Liberty DeVitto - drums; Kevin Dukes - electric guitar; Peter Hewlett - backing vocals; Russell Javors - acoustic guitar; Billy Joel - vocals, piano, guitar; David LeBolt - keyboards; Mark Rivera - alto and tenor saxophone; George Simms - backing vocals; Doug Stegmeyer - bass, vocals; Oleg Smirnoff - onstage translator
Soviet Union leader Mikhail Gorbachev's late 80s glasnost policy encouraged freedom of expression and relaxed the suppression of media. This allowed for two things: Public dissent against the soviet state; and a Billy Joel pit-stop on his world tour supporting The Bridge. After the signing of a cultural exchange agreement between Russia and the States, Joel was the first American pop musician to tour Russia with a full stage show (John Denver and Dave Brubeck, among others, had already made the rounds, but not with 100-person entourages). As such, Joel's tour was noted as sparking some of the very first non-uniform responses to a cultural event in Russia. The New York Times wrote of the previous night's performance: "At the rock concert, held Sunday night at the Olympic Stadium, thousands of people, energized by the presence and music of Billy Joel, bolted from their seats an hour into the performance and started dancing in the aisles and pressing around the stage… Many of the people there said they had never witnessed, much less taken part in, such a breakdown in the normal decorum at a public performance."
"The music is going to be played very, very loudly," Joel warns the audience, requesting that any who depart early give their tickets to those who couldn't get in.
Joel's set is marked by an emphasis on his attempt to communicate his Northeast American upbringing to the Moscow audience. He stresses "Scenes From An Italian Restaurant," "Allentown," and "Big Man On Mulberry Street" (which was recorded for his then-current release, The Bridge). And this partial set is ended with "The Longest Time," which Joel introduces as being "a little history lesson" in "New York a cappella," the type of thing they'd do on the street-corner while skipping school.
Joel's introductions ebb on the long-side. Feeling the weight of the tour as a political expression, Joel forgets that the audience just wants to rock. Before "Big Man On Mulberry Street," he notes having played Gershwin's "Rhapsody in Blue" for the audience as a prelude to the show, saying that it "represents the heart and the soul of New York City." The long-winded explanations are somewhat amusing, as Joel tries to explain to the Russian crowd his New York heritage through a translator. But from a listening standpoint, it is interruptive and unnecessary to an American audience. This small downside is more than made up for by Joel's humor. At the end of "Goodnight Saigon," Joel plays a few chords of Rachmaninoff, before scolding himself for not taking his piano lessons more seriously.

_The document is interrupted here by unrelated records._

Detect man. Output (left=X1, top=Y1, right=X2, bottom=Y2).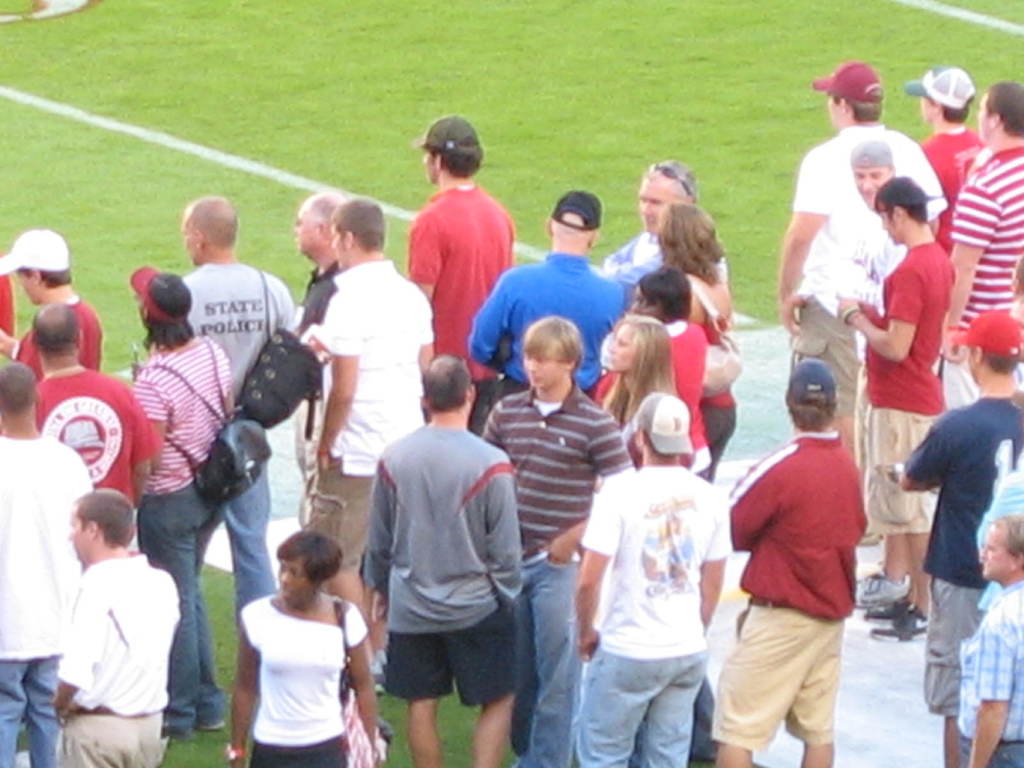
(left=404, top=118, right=514, bottom=433).
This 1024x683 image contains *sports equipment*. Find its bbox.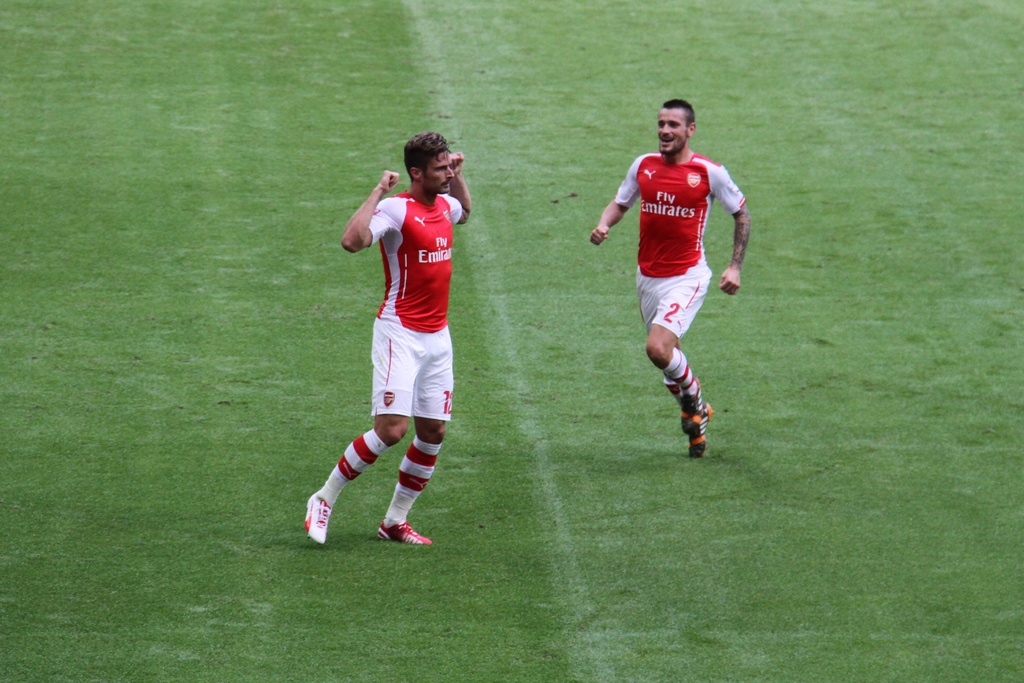
(376, 522, 433, 547).
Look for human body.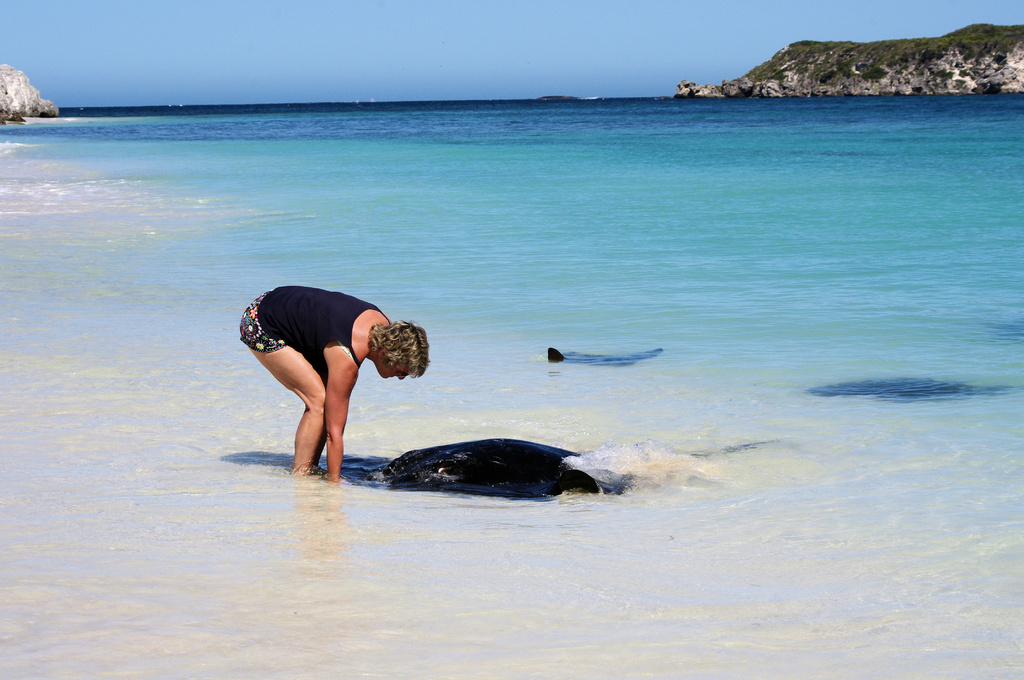
Found: 243:270:427:480.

As a performer, Joel seems to be having a great time, with lots of his characteristic vocal embellishments. However this is likely the same show where Joel smashed a synthesizer out of frustration with his camera crew shining lights into an already timid audience's eyes. That incident, unfortunately, is not captured on this recording. The rest of the Russia engagement went on without a hitch, as the pop-rock diplomat traveled to Leningrad. A reputed history buff, Joel must have been having the time of his life sitting at this Cold War crossroads.